[DATA SHOWN]
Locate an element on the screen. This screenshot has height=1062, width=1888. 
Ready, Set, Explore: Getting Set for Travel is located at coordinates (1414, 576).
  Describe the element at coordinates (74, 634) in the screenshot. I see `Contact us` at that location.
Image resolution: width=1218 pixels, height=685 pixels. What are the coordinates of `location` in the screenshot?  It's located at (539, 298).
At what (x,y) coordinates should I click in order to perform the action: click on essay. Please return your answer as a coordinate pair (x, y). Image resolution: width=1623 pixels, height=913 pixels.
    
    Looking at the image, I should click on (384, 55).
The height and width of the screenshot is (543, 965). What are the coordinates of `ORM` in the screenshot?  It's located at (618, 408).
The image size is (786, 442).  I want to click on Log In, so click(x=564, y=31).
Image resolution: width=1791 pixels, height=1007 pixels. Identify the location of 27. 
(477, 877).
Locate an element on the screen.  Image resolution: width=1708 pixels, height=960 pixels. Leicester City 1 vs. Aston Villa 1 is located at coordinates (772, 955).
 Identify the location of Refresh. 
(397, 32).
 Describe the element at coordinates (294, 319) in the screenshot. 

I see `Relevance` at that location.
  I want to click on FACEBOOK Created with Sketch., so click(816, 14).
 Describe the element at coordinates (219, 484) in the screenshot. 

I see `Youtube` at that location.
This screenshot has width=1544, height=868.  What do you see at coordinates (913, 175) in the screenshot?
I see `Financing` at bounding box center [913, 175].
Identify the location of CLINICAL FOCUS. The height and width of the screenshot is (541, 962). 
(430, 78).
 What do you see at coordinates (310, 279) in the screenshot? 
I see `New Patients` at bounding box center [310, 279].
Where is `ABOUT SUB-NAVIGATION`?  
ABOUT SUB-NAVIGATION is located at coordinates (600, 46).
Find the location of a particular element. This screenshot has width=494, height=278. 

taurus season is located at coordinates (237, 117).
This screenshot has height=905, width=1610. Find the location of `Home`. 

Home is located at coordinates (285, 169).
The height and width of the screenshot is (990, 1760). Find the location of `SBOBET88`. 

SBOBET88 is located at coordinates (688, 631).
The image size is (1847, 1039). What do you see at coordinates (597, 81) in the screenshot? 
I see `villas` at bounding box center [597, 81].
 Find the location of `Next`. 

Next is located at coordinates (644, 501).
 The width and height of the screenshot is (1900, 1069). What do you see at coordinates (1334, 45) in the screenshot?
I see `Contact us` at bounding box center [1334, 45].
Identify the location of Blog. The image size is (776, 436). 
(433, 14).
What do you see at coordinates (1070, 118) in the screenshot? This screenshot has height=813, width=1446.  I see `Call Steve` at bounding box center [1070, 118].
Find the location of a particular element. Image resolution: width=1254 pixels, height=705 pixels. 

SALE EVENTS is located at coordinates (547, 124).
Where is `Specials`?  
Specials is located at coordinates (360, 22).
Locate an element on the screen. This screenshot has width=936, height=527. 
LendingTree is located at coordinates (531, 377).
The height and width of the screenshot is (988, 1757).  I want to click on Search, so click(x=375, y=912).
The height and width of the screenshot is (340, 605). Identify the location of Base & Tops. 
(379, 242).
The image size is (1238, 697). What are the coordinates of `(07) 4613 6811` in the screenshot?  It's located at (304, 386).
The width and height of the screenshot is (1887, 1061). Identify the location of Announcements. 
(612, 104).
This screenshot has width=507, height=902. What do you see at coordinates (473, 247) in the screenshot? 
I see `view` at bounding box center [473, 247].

[WHAT NEEDS TO BE DONE]
Reproduce the lines from the one with "The height and width of the screenshot is (340, 605)." to the end of the data exactly, leaving out every earlier line.

[ANSWER SPACE]
The height and width of the screenshot is (340, 605). Identify the location of Base & Tops. 
(379, 242).
The image size is (1238, 697). What are the coordinates of `(07) 4613 6811` in the screenshot?  It's located at (304, 386).
The width and height of the screenshot is (1887, 1061). Identify the location of Announcements. 
(612, 104).
This screenshot has width=507, height=902. What do you see at coordinates (473, 247) in the screenshot? 
I see `view` at bounding box center [473, 247].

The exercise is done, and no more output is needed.